This series was recorded in March, 2022, as a live event on Zoom; now offered as a course here with a live Q&A in November, 2023, as well as 12 PDFs of chapters from Rupert's books.
Embark on an illuminating journey through Rupert Sheldrake's groundbreaking hypothesis of morphic resonance in this 8-part video series, his deepest dive yet on the topic. Rupert proposes that memory is inherent in nature and evolves through habits, rather than fixed laws, working from the past to the present and into the future. In this seminar, he will outline the scientific basis of his hypothesis and explain how it impacts biological inheritance, personal and collective memory, instincts, and the development of both living and non-living self-organizing systems, from crystals to societies.
Learn how morphic resonance fosters a fresh perspective on rituals, mantras, festivals, and pilgrimages. Uncover its role in family constellation therapy and its impact on learning. See how our own lives, like the evolutionary process itself, depend on an interplay between habits and creativity. Join Rupert on this enlightening journey as he unravels the enigma of morphic resonance, a theory that could forever change the way we perceive reality.
There will be a live online Q&A session for participants in this course in November 2023. Participants will be notified of the details nearer the time.

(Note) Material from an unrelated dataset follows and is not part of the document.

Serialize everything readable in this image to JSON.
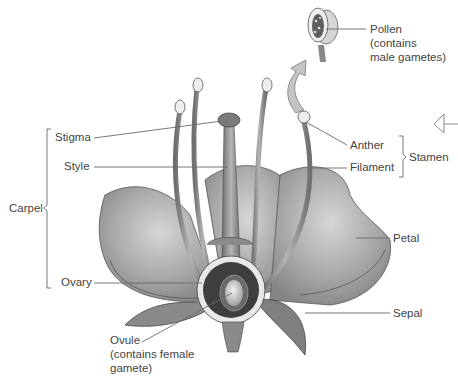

Most of Rupert Sheldrake’s talks and dialogues are freely available on his Youtube channel and Navigating Consciousness Podcast, and he receives no income from advertisements. Your subscription greatly helps us with the cost of production.

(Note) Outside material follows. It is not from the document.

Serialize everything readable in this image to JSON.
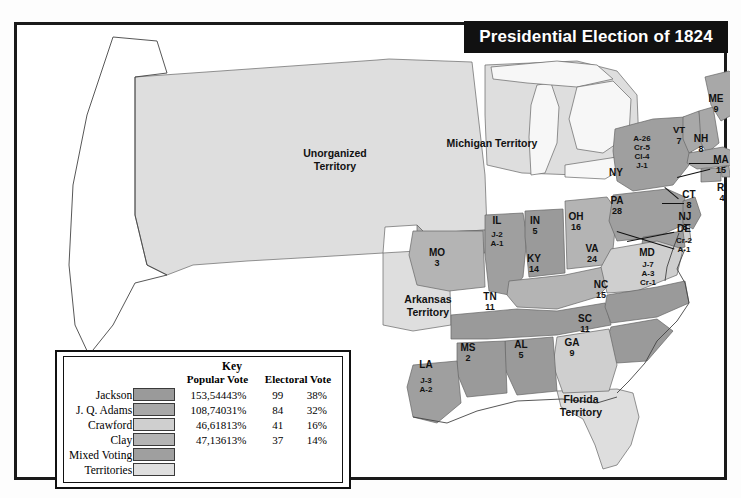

Supporting evidence for MR includes:
- Crystal formation: Similar crystal structures form more quickly over time, suggesting an influence from previous formations.
- Melting points of crystals of new compounds go up, as morphic resonance from previous crystals of the same kind give more stability.
- Inherited behaviour in animals: Observations of rapid behaviour adoption across separated groups, like the blue tit's milk bottle opening.
- Learning in rats: Rats of the same breed learn to escape from a maze faster in subsequent generations, even when isolated from previous generations.
- Synchronized behaviour in flocks and schools: Animals moving in harmony without apparent communication, which could be explained by a shared morphic field.
- The persistent failure to find material memory traces in brains. Instead, memory may depend on morphic resonance.
- Improvements in human performance over time, like the rise in average IQ test scores, called the Flynn effect.
- People find it easier, on average, to solve crosswords or word puzzles like Wordle after many other people have laredy done them.
- Evolutionary repeats and parallelisms, like similar animal types in marsupials and placental mammals.
- Independent discoveries and parallel inventions in widely separated parts of the world.
- Memory transfer in organ transplant recipients: Reports of recipients experiencing memories or preferences of donors, implying morphic resonance.
- Recurrent patterns in families generation after generation suggesting the action of morphic resonance in family fields.
Rupert Sheldrake, PhD, is a biologist and author of more than a hundred technical papers and nine books, including The Science Delusion (called Science Set Free in the US). He was among the top 100 global thought leaders for 2013, as ranked by Switzerland's leading think tank, the Duttweiler Institute. He studied at Cambridge and Harvard Universities. As a fellow of Clare College, Cambridge University, he was Director of Studies in Cell Biology, and was also a research fellow of the Royal Society. He worked at the University of Malaya on tropical ferns, and in Hyderabad, India, as Principal Plant Physiologist at the International Crops Research Institute for the Semi-Arid Tropics (ICRISAT). In India, he also lived for two years in the ashram of Fr Bede Griffiths in Tamil Nadu. From 2005-2010, he was Director of the Perrott-Warrick Project for the study of unexplained human and animal abilities, funded from Trinity College, Cambridge. He is currently a fellow of the Institute of Noetic Sciences in California and of Schumacher College in Dartington, England. He lives in London and is married to Jill Purce, with whom he has two sons, Merlin, a mycologist and author of the bestselling book Entangled Life, and Cosmo, a musician.